Home Question and Answer Weight Loss Tips Common Sense To Lose Weight Weight Loss Recipes
 Lose Weight > Common Sense To Lose Weight > Common Sense Article > Afraid of Your Bikini?

Afraid of Your Bikini?

After interviewing 3,200 women in 10 countries, a 2004 study found that only 2% considered themselves beautiful, and nearly 50% believed they were too fat.

Every summer I hear moans and groans as men and women alike consider putting on that swim suit. But, can how you feel about yourself actually affect your health?

There’s an obvious link between how you see yourself and how you feel about yourself, but your body image can actually have a powerful effect on your health, too. Eating disorders, for example, can be complex issues with many causes and many symptoms, but one constant between them is body image. In a recent German study of 56 people with eating disorders, every person with anorexia and bulimia overestimated their actual body mass.

While there is uncertainty as to what exactly precipitates the development of a distorted body image, it is clearly related to insecurity and self-worth. Our view of ourselves comes primarily from the outside world, including media, role models, peers, and family.

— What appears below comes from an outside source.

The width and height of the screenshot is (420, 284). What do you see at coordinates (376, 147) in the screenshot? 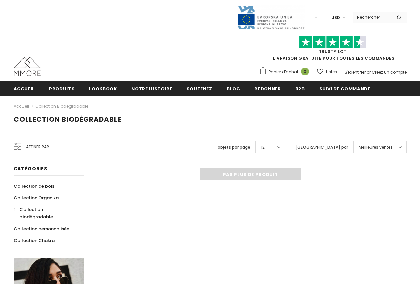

In my private practice with clients, I’ve found that body image gets distorted over time through a process of frequent comparisons. My method for treating eating disorders and body image distortion using NLP and hypnosis works on this principle.

The seven steps below use basic NLP principles to normalize your body image and create positive feelings about your body and yourself.

1. Elicit the current self-image. Imagine your self in your mind’s eye. What is the image’s size, shape, location, and color quality?
2. Regress to cause of the image distortion. Use hypnosis or just track backwards in time to the earliest memory you have of feeling self-conscious.
3. Elicit and anchor resource states of safety, acceptance, love, and “good enough.” Remember times in your life when you’ve felt loved and secure. Hold those good feelings in the palm of your hand.
4. Link resource states to imprint memory & add supportive suggestions. Attach those good feelings in your hands to the image you have of yourself (from step 1). Make it so that every time you imagine yourself, those good feelings are present in your memory.
5. Progress into the future and conduct an “As-If” frame. Pretend you’ve become very secure in yourself and your body. Ask yourself how you overcame your insecurities.
6. In the present time, create an accurate picture of yourself in your mind’s eye. Make sure it is the same size, has the same colors, and is in the same location as the old image from step 1.
7. Fire off resource anchors again as you view this new picture. Attach the good feelings in your hands to this new, more accurate image. Remember, it isn’t about how you look, but how you feel about how you look!

After completing these processes over a period of time, additional clean-up may be necessary. Be sure to address behaviors, such as binging and food choices, utilizing anchoring and hypnosis. You may also consider creating a new identity that involves healthy eating and emotions. And remember, it is always helpful to have a coach or practitioner to act as a guide. Support works!